Items from a dataset:

▼

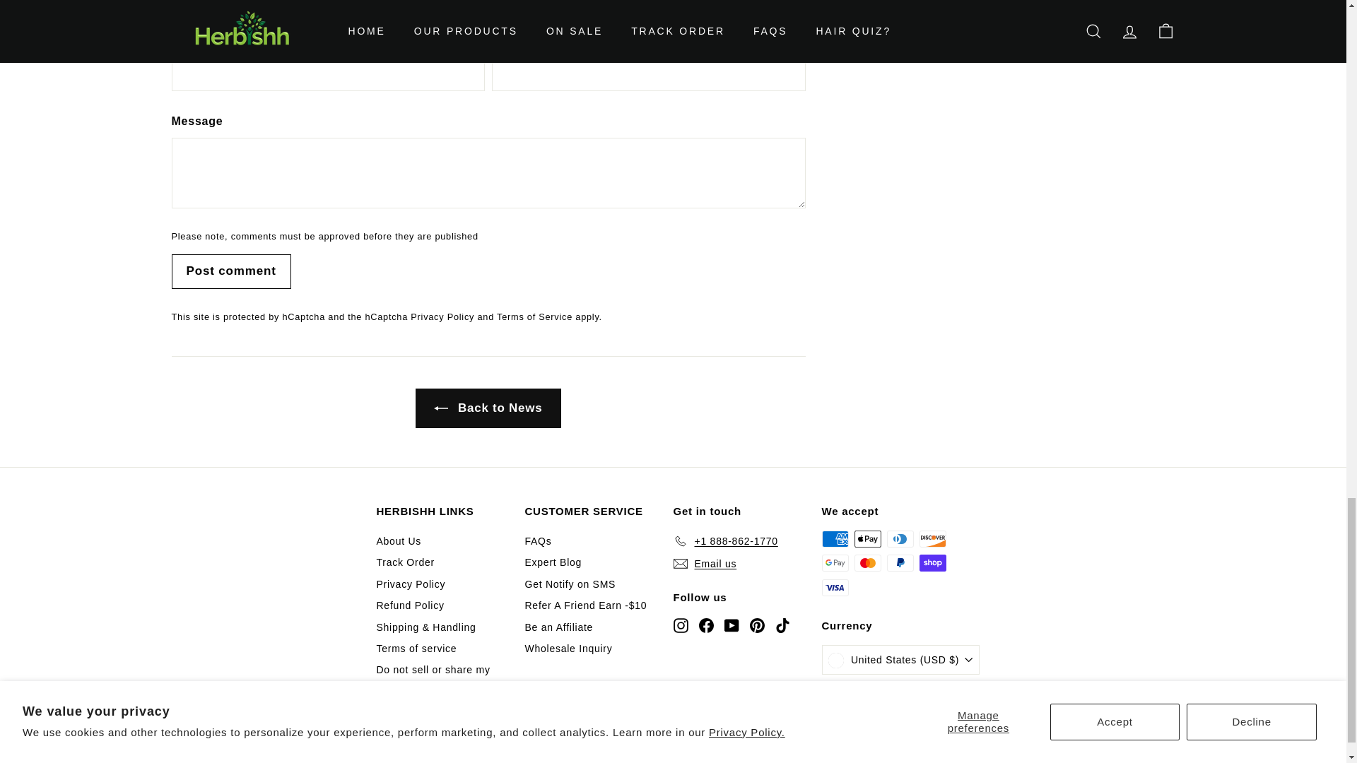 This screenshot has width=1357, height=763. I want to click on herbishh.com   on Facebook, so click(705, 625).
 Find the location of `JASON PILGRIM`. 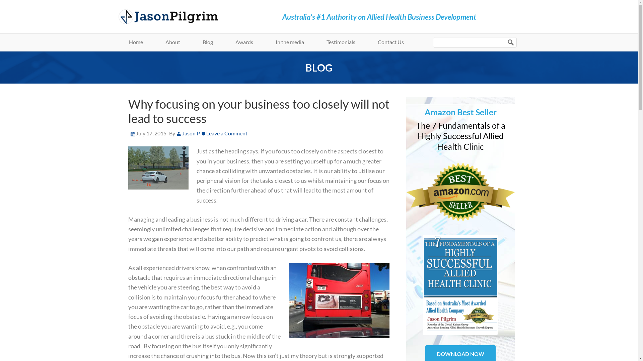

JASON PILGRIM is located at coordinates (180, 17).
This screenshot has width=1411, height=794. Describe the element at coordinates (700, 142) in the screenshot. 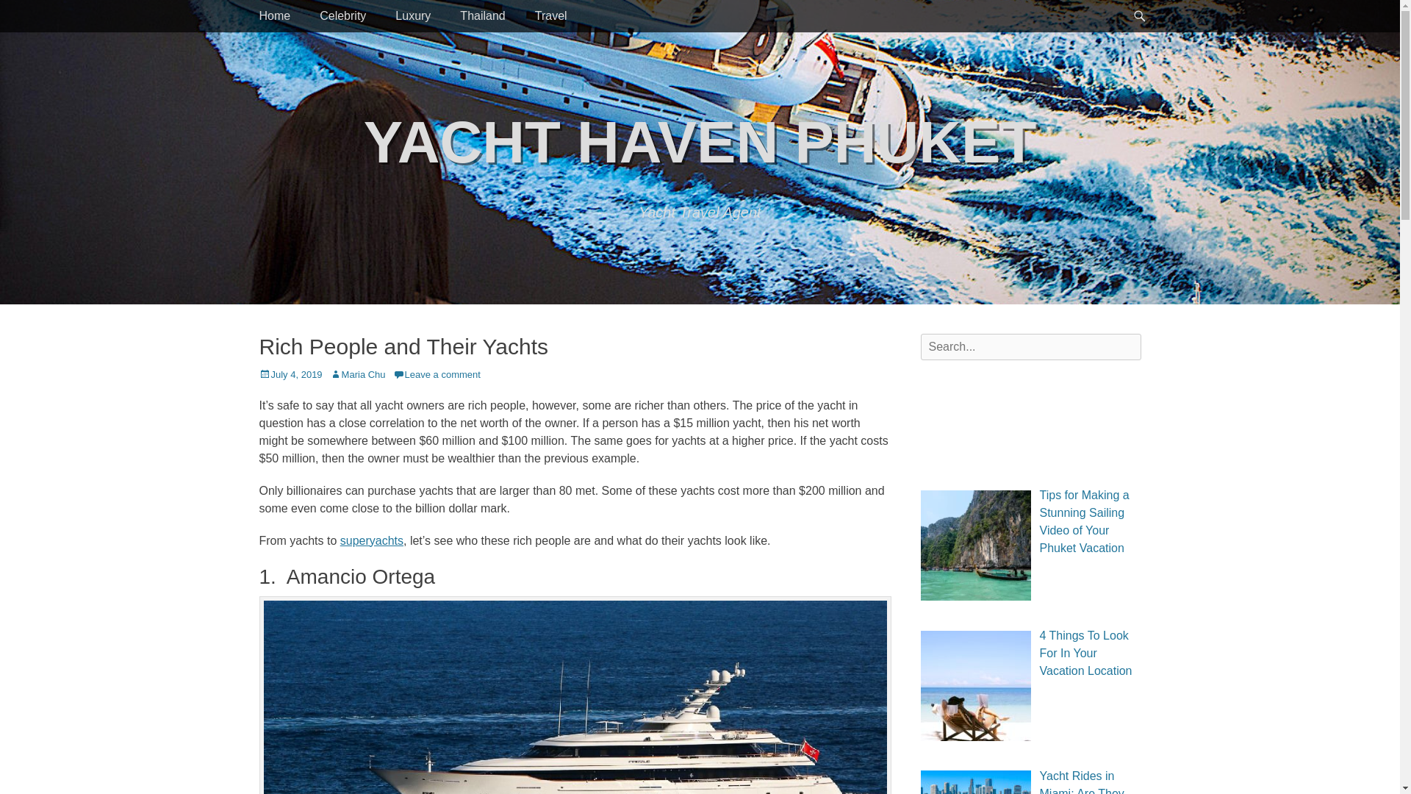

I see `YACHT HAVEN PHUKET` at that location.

▲

In your reply, please set down exactly the lines from the one containing "This screenshot has width=1411, height=794." through the end of the records, with the pictures left out.

Output for this task:
This screenshot has width=1411, height=794. Describe the element at coordinates (700, 142) in the screenshot. 

I see `YACHT HAVEN PHUKET` at that location.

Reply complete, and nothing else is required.